Vaneechoutte et al 2023: Australopithecines Are Probably Not Our Ancestors

You heard that headline here first,
but the authors’ citations indicate the thought has been percolating for decades. However, without a trait-based phylogenetic analysis, like the LRT (subset Fig 2), an alternate hypothesis of human origins remained nebulous coffee talk. If you want to play on this field you have to provide a better set of human ancestors than australopithecines (Fig 1). No cladogram has done that yet – other than the LRT.

Vanneechoutte et al 2023 wrote,
“In summary, hypotheses that attempt to explain how a semi-erect Homo/Pan last common ancestor transitioned into the bipedal  australopithecines as an adaptation to life on the savannah appear to be ill-conceived and moreover seem to have been superfluous from the very start. We review the numerous similarities between australopithecines and extant African apes, suggesting that they are possibly not hominins and therefore not our direct ancestors. We suggest that we may have been  barking up the wrong ancestral tree, for almost a century.”

“It appears that there was never a transition from a semi-erect (diagonograde) Homo/Pan ancestor to orthograde hominins, but instead there were separate transitions from an already orthograde hominine ancestor to the extant semi-erect chimpanzees and gorillas.”

That last common ancestor: (genus: Hylobates, Fig 1), is bipedal whenever terrestrial. That’s the ‘first step.’

“the savannah hypothesis was a narrative conceived to explain a transition that never happened.”

Or maybe it did somewhere else with a different clade of apes.

Figure 2. The gibbon lineage leading to humans. At right is Australopithecus, a bipedal ape by convergence with humans.

Figure 2. The gibbon lineage leading to humans. At right is Australopithecus, a bipedal ape by convergence with humans.

The authors explored
historical roots and offered critical considerations, but did not provide a phylogenetic analysis, like the LRT (subset Fig 2 from 2022).

Subset of the LRT focusing on primates after the addition of Australopithecus and Pongo.

Figure 2. Subset of the LRT focusing on primates after the addition of Australopithecus and Pongo.

The authors cited several earlier reports when they wrote,
“Keith [1923] recognized “the antiquity of orthograde posture”, pointing to hylobatids and to late-Oligocene/early-Miocene dryopithecines. Morton [1926] had also realized that the bipedalism of early hominoids is not in disagreement with the orthograde posture of extant hylobatids: “The gibbon’s primitive position in the anthropoid group has added value in that it strongly suggests the linking of our modern bipedalism with an early stage of erect  arboreal habits in the ancestral anthropomorphous stem.” and that: “Tree life is the only form of environment, and brachiation the only locomotive habit whereby the structures about the hipjoints would be given the opportunity to become gradually modified for an erect posture.” A study of the frequency of bipedalism in almost 500 zoo-housed hominoids and  cercopithecines found that all could move bipedally, with hylobatids engaging most frequently in bipedal locomotion”.

All these studies lacked was a trait-based
phylogenetic analysis (Fig 2).

In their conclusion Vaneechouette et al wrote,
“Furthermore, since orthogrady and, at the very least, facultative/postural bipedalism were already present in the Homo/Pan ancestor, it follows that our bipedalism can no longer be regarded as the initial and necessary condition that made possible our other numerous anomalous characters, including large brain size, also because brain size did not increase significantly during the millions of years that the bipedal—probably nonhominin—australopithecines and their predecessors existed.

Finally, considering australopithecines as possible ancestors of extant African apes, might help to resolve several enigmas,  such as the counterintuitive lack of fossils of the once numerous African apes and the unexpected absence of PtERV-elements in our genome.”

The LRT (Fig 2) nested Australopithecus basal to Pan + Gorilla in 2022.

The LRT is a hypothesis of interrelationships still needing an independent study with a similar taxon list to confirm, refute or modify it.

References
Keith A 1923. Hunterian Lectures on Man’s posture: Its evolution and disorders: Given at the Royal College of Surgeons of England. British Medical Journal 1:451–454.
Morton DJ 1926. Evolution of man’s erect posture (preliminary report). Journal of Morphology 43: 147–179.
Vaneechouette M, Mansfield A, Munro S and Verhaegen M 2023. Have we been barking up the wrong ancestral tree? Australopithecines are probably not our ancestors. Nature Anthropology DOI: 10.35534/natanthropol.2023.10007

Australopithecus enters the LRT with apes, not with humans

Leave a comment

This site uses Akismet to reduce spam. Learn how your comment data is processed.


Going through the entries below, count each line containing the word "icon". Report the number only.
=== Begin Enclosure ===
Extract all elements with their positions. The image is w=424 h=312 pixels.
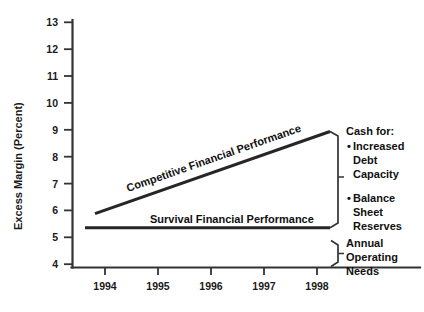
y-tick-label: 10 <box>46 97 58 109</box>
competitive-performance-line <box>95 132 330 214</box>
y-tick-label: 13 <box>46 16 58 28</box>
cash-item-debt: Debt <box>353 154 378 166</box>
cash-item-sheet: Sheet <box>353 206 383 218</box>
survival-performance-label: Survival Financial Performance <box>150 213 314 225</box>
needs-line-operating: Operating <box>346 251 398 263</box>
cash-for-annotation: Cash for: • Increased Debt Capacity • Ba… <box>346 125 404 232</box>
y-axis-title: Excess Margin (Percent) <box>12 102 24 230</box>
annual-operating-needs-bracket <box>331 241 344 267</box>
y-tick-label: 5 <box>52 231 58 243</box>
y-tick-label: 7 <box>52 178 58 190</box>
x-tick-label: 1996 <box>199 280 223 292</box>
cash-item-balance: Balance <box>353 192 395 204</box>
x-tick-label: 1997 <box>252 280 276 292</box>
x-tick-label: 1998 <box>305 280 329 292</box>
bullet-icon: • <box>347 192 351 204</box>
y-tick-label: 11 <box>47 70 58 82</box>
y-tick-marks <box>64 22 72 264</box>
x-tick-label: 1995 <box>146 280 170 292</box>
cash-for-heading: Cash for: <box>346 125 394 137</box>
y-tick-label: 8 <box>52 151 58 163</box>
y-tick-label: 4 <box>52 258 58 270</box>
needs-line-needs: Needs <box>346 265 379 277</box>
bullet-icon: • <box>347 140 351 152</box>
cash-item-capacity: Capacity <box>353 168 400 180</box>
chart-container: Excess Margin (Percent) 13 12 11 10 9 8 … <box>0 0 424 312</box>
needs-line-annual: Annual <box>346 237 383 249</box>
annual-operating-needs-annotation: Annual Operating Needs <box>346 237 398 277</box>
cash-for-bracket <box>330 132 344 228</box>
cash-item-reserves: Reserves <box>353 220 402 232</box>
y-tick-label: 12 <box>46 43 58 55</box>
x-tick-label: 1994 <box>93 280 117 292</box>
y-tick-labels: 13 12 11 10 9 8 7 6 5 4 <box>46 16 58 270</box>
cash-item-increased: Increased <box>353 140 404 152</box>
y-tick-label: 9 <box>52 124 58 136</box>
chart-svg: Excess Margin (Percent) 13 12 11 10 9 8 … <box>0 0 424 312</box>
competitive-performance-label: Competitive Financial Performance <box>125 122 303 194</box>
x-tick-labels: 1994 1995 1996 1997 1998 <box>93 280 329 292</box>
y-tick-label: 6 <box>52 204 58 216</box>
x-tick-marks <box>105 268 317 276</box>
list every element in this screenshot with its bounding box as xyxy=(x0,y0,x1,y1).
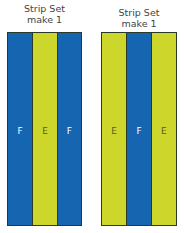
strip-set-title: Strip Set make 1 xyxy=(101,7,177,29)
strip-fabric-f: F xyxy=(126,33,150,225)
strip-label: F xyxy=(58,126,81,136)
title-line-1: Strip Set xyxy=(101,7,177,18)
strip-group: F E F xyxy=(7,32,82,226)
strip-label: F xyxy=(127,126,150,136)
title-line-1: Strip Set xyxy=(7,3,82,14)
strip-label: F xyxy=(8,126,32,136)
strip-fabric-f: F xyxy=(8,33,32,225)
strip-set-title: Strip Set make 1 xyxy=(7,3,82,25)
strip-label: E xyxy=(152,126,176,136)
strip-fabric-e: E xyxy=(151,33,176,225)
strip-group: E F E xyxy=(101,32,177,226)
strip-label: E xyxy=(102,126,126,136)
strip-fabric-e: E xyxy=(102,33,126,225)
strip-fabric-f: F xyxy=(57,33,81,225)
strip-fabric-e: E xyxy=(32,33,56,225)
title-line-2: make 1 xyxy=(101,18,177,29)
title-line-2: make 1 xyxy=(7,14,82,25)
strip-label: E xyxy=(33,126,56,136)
=== End Enclosure ===
=== Begin Enclosure ===
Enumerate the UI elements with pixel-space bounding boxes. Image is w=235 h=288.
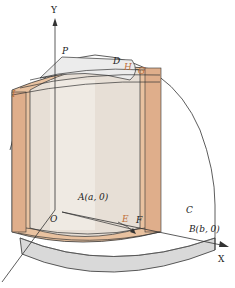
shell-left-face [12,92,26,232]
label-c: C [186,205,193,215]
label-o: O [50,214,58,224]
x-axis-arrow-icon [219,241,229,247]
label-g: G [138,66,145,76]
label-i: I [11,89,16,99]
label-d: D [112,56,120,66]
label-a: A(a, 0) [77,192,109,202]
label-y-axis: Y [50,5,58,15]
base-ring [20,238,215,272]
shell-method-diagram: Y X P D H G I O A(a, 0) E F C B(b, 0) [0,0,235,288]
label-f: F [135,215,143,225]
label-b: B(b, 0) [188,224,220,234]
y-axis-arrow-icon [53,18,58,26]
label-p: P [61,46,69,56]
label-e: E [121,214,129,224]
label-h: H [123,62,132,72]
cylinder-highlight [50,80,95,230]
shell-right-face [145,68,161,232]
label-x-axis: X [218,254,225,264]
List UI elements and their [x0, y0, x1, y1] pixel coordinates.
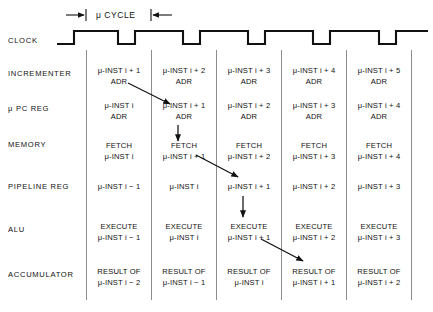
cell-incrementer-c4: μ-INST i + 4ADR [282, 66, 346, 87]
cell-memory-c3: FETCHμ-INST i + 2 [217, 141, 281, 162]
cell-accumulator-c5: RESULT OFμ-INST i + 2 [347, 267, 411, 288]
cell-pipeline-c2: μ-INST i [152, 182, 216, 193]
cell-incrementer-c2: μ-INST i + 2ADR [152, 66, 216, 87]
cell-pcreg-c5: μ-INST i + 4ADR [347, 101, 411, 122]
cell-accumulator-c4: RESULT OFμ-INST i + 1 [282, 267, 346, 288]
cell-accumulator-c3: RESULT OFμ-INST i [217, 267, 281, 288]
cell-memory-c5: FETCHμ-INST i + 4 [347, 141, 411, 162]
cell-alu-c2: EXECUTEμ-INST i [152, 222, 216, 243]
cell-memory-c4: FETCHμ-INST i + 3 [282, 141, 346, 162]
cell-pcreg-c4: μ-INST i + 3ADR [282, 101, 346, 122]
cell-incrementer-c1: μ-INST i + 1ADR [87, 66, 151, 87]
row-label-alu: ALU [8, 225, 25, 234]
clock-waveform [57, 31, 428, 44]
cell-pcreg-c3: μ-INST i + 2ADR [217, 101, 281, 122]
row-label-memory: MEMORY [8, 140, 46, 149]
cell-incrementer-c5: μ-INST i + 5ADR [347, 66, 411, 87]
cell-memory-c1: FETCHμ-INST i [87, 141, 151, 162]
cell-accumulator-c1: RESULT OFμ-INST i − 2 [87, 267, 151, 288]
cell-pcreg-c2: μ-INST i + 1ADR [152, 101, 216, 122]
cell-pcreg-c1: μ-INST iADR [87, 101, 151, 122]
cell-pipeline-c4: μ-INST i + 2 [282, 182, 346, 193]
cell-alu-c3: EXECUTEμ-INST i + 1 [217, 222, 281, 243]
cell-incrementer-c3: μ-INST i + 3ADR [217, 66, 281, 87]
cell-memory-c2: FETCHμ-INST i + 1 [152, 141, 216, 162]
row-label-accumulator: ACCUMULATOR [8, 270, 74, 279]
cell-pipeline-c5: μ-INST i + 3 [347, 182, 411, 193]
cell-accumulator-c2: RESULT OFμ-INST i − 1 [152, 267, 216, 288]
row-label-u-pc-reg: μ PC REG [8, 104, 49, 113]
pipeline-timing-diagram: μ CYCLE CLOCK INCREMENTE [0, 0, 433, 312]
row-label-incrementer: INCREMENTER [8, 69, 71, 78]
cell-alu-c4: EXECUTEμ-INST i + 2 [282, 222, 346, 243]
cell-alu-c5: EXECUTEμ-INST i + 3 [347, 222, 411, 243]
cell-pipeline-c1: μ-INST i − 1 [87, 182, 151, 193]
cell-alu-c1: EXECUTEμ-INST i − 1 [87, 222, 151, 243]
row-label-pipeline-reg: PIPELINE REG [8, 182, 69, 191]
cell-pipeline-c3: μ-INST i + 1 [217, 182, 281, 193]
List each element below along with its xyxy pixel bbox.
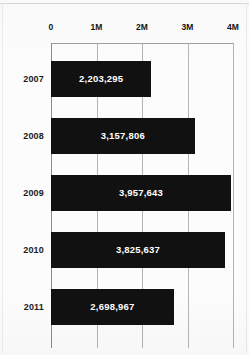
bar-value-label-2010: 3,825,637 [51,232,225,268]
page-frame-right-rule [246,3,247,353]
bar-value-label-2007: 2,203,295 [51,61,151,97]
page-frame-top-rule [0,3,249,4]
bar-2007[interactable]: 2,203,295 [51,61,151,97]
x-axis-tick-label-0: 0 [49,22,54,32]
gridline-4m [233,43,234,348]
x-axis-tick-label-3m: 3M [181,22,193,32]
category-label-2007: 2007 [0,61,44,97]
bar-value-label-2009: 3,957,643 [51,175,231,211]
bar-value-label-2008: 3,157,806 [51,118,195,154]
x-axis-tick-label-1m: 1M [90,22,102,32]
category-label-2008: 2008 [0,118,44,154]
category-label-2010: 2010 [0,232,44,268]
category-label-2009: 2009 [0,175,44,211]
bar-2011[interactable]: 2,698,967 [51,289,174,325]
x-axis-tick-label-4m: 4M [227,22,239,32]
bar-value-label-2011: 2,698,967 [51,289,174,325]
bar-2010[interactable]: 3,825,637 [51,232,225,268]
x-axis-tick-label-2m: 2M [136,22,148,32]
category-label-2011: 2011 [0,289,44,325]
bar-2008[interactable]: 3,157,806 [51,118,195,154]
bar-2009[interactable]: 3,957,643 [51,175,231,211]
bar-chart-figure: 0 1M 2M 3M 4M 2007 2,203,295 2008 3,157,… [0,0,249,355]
=== End Enclosure ===
## Response below
4